[dpdk-dev] [PATCH 2/3] hash: add vectorized comparison

Thomas Monjalon thomas.monjalon at 6wind.com
Sat Aug 27 10:57:47 CEST 2016


2016-08-26 22:34, Pablo de Lara:
> From: Byron Marohn <byron.marohn at intel.com>
> 
> In lookup bulk function, the signatures of all entries
> are compared against the signature of the key that is being looked up.
> Now that all the signatures are together, they can be compared
> with vector instructions (SSE, AVX2), achieving higher lookup performance.
> 
> Also, entries per bucket are increased to 8 when using processors
> with AVX2, as 256 bits can be compared at once, which is the size of
> 8x32-bit signatures.

Please, would it be possible to use the generic SIMD intrinsics?
We could define generic types compatible with Altivec and NEON:
	__attribute__ ((vector_size (n)))
as described in https://gcc.gnu.org/onlinedocs/gcc/Vector-Extensions.html

> +/* 8 entries per bucket */
> +#if defined(__AVX2__)

Please prefer
	#ifdef RTE_MACHINE_CPUFLAG_AVX2
Ideally the vector support could be checked at runtime:
	if (rte_cpu_get_flag_enabled(RTE_CPUFLAG_AVX2))
It would allow packaging one binary using the best optimization available.

> +	*prim_hash_matches |= _mm256_movemask_ps((__m256)_mm256_cmpeq_epi32(
> +			_mm256_load_si256((__m256i const *)prim_bkt->sig_current),
> +			_mm256_set1_epi32(prim_hash)));
> +	*sec_hash_matches |= _mm256_movemask_ps((__m256)_mm256_cmpeq_epi32(
> +			_mm256_load_si256((__m256i const *)sec_bkt->sig_current),
> +			_mm256_set1_epi32(sec_hash)));
> +/* 4 entries per bucket */
> +#elif defined(__SSE2__)
> +	*prim_hash_matches |= _mm_movemask_ps((__m128)_mm_cmpeq_epi16(
> +			_mm_load_si128((__m128i const *)prim_bkt->sig_current),
> +			_mm_set1_epi32(prim_hash)));
> +	*sec_hash_matches |= _mm_movemask_ps((__m128)_mm_cmpeq_epi16(
> +			_mm_load_si128((__m128i const *)sec_bkt->sig_current),
> +			_mm_set1_epi32(sec_hash)));

In order to allow such switch based on register size, we could have an
abstraction in EAL supporting 128/256/512 width for x86/ARM/POWER.
I think aliasing RTE_MACHINE_CPUFLAG_ and RTE_CPUFLAG_ may be enough.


TASK TO CARRY OUT ▸ From the first line to the last, repeat the data exactly and drop the pictures.

EXTRACTED DATA ▸
━━━━

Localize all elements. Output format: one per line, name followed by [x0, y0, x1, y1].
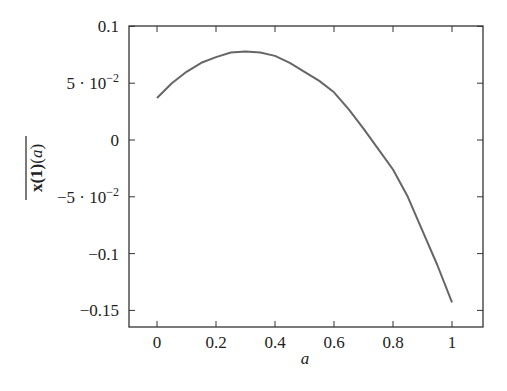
y-tick-label: 0: [111, 131, 120, 150]
svg-text:x(1)(a): x(1)(a): [27, 144, 46, 192]
plot-border: [129, 26, 483, 327]
y-tick-label: −0.1: [88, 245, 119, 264]
x-tick-label: 0.2: [205, 333, 226, 352]
plot-frame: [129, 26, 483, 327]
y-tick-label: 5 · 10−2: [67, 71, 119, 93]
y-tick-label: 0.1: [98, 17, 119, 36]
x-tick-label: 0.4: [264, 333, 286, 352]
axis-ticks: [129, 26, 483, 327]
y-tick-label: −0.15: [80, 301, 119, 320]
line-chart: 00.20.40.60.81 0.15 · 10−20−5 · 10−2−0.1…: [0, 0, 507, 391]
x-tick-label: 0.8: [382, 333, 403, 352]
y-axis-label: x(1)(a): [26, 136, 46, 200]
y-tick-labels: 0.15 · 10−20−5 · 10−2−0.1−0.15: [57, 17, 119, 320]
x-tick-label: 1: [448, 333, 457, 352]
data-series-line: [157, 51, 452, 302]
y-tick-label: −5 · 10−2: [57, 185, 119, 207]
x-tick-label: 0.6: [323, 333, 344, 352]
x-tick-label: 0: [153, 333, 162, 352]
x-axis-label: a: [301, 349, 310, 368]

━━━━

TASK SOLUTION ▸
Localize all elements. Output format: one per line, name followed by [x0, y0, x1, y1].
y-tick-label: 0: [111, 131, 120, 150]
svg-text:x(1)(a): x(1)(a): [27, 144, 46, 192]
plot-border: [129, 26, 483, 327]
y-tick-label: −0.1: [88, 245, 119, 264]
x-tick-label: 0.2: [205, 333, 226, 352]
plot-frame: [129, 26, 483, 327]
y-tick-label: 5 · 10−2: [67, 71, 119, 93]
y-tick-label: 0.1: [98, 17, 119, 36]
x-tick-label: 0.4: [264, 333, 286, 352]
axis-ticks: [129, 26, 483, 327]
y-tick-label: −0.15: [80, 301, 119, 320]
line-chart: 00.20.40.60.81 0.15 · 10−20−5 · 10−2−0.1…: [0, 0, 507, 391]
x-tick-label: 0.8: [382, 333, 403, 352]
y-axis-label: x(1)(a): [26, 136, 46, 200]
y-tick-labels: 0.15 · 10−20−5 · 10−2−0.1−0.15: [57, 17, 119, 320]
x-tick-label: 1: [448, 333, 457, 352]
data-series-line: [157, 51, 452, 302]
y-tick-label: −5 · 10−2: [57, 185, 119, 207]
x-tick-label: 0.6: [323, 333, 344, 352]
x-tick-label: 0: [153, 333, 162, 352]
x-axis-label: a: [301, 349, 310, 368]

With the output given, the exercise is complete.